When It Might Not Matter
If you drink one glass of milk a day and your overall diet is balanced, the difference between skim and whole milk is modest. You’re looking at 60 extra calories and 4.6 grams of saturated fat, neither of which will meaningfully shift your health profile in an otherwise reasonable diet. Some people also find that the fat in whole milk keeps them fuller longer, which can offset the calorie savings of skim if you end up snacking more.
There’s also taste. Skim milk is noticeably thinner and less creamy than whole milk. If choosing skim means you stop drinking milk altogether and lose out on the protein, calcium, and vitamin D, you’re worse off nutritionally. A glass of whole milk you actually drink beats a carton of skim milk that sits in the fridge.
For children over age 2, the same general principle applies.
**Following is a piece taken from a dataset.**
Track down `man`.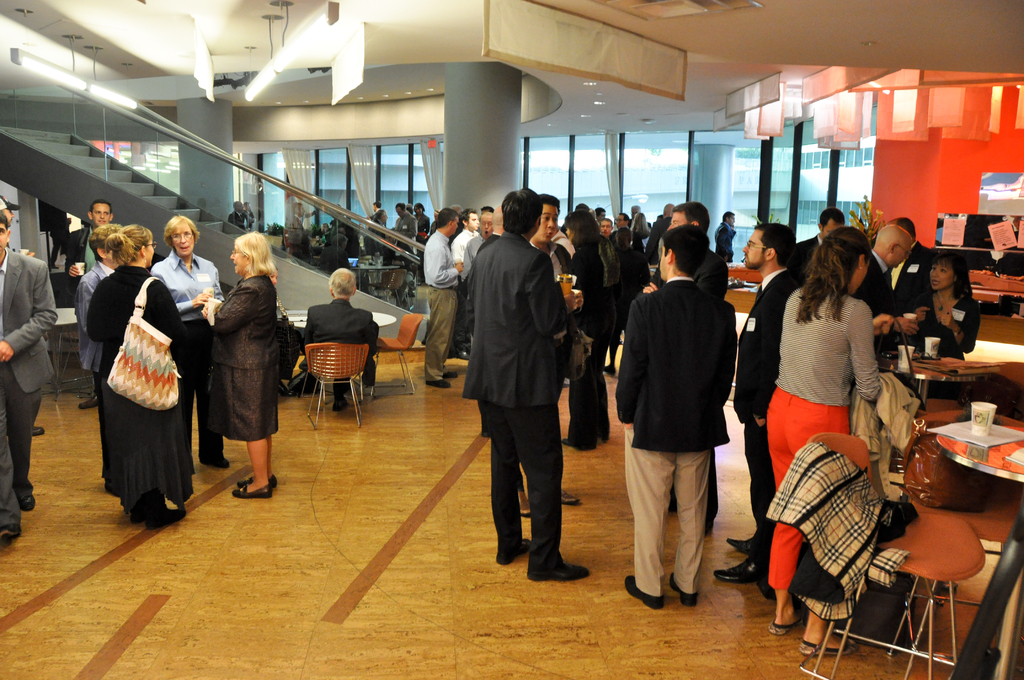
Tracked to bbox=(390, 202, 420, 257).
Both types provide the calcium and protein growing bodies need, and current evidence shows no cardiovascular advantage to restricting dairy fat in childhood. The dietary guidelines still recommend low-fat dairy for kids, but the clinical evidence supporting that distinction is thin.
The Bottom Line on Skim Milk
Skim milk is a genuinely healthy food. It delivers high-quality protein, calcium, and fortified vitamins for very few calories. The case for choosing it over whole milk is strongest when you’re watching calories or trying to limit saturated fat across a diet that’s already heavy in it. But if you prefer the taste of whole milk, recent evidence suggests you’re not putting your heart at meaningful risk by choosing it instead. The most important factor is that you’re getting enough dairy (or a fortified alternative) in whatever form you’ll consistently drink.